Is This 17-year-old Schoolboy Australia's Fittest Man?
The Age
Saturday July 12, 2003
His heart, and his body's efficient use of oxygen, indicates that Cooma schoolboy Ben Sim is a Phar Lap in the making.
Sim, 17, has become the Australian Institute of Sport's best performer on its gruelling treadmill test of fitness and endurance.
Sim was able to last 34 minutes and 30 seconds on the feared test that starts slowly but gets so fast that cushions surround the machine to protect athletes when they fall to the floor exhausted. The test is so tough that only a few elite endurance athletes who have done the institute's test in the past 22 years have been able to continue beyond 25 minutes.
Sim, a member of the NSW Institute of Sport, has been identified as an extraordinarily talented cross-country skier.
The AIS treadmill record was previously held by another cross-country skier, Olympian Anthony Evans, when he was 27.

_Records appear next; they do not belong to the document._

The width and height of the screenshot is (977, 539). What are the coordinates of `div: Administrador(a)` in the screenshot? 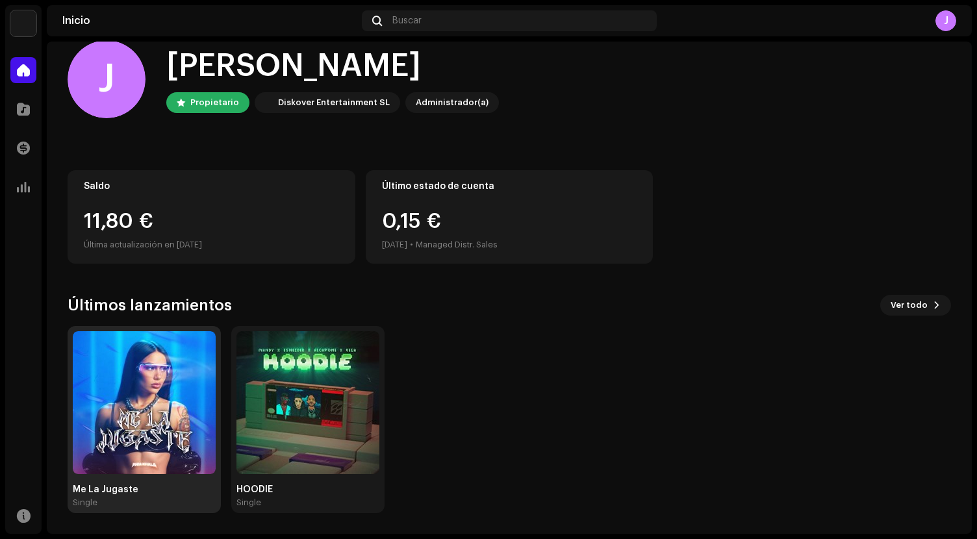 It's located at (452, 103).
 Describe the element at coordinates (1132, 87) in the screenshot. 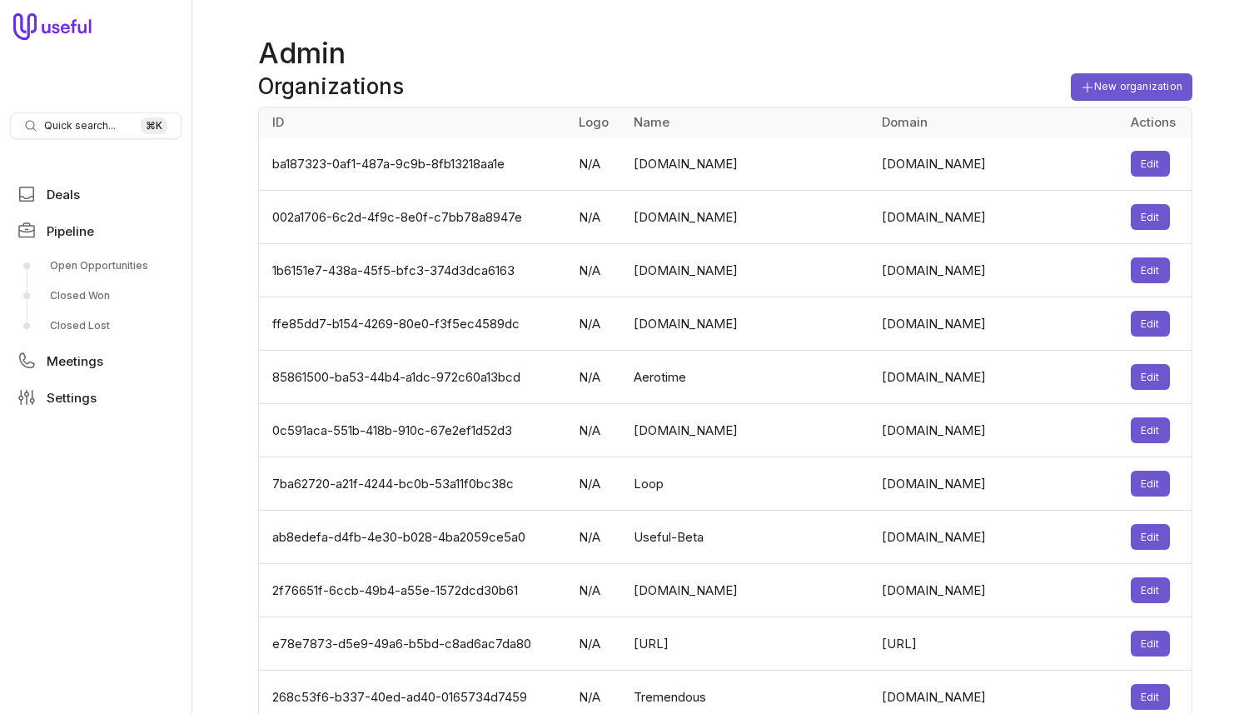

I see `button: New organization` at that location.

In another endurance test, the Vo2 max test, Sim scored highly, but not as high as Australian cyclists Cadel Evans and Bradley McGee. Vo2 max tests show maximum levels of oxygen in the blood that can be used by working tissues. The higher the level the better.
AIS senior physiologist Dave Martin said he was stunned when Sim lasted on the treadmill so long, particularly given his age.
If Sim had been tested in Norway he would automatically be included in that country's elite ski squad, but in Australia, talent scouts from cycling and distance running are circling.
But Sim, coached by Russian-born Nick Almoukov, wants to stick to cross-country skiing, despite its highly technical nature and his lack of financial support. Earlier this year, Sim, the youngest competitor, finished 25th in the men's 30 kilometre freestyle event at the world junior championships in Sweden. At the open world championships in Italy, he was 66th in the 15 kilometre classic event.
Sim is now training five hours a day, which he fits in around his final year of schooling.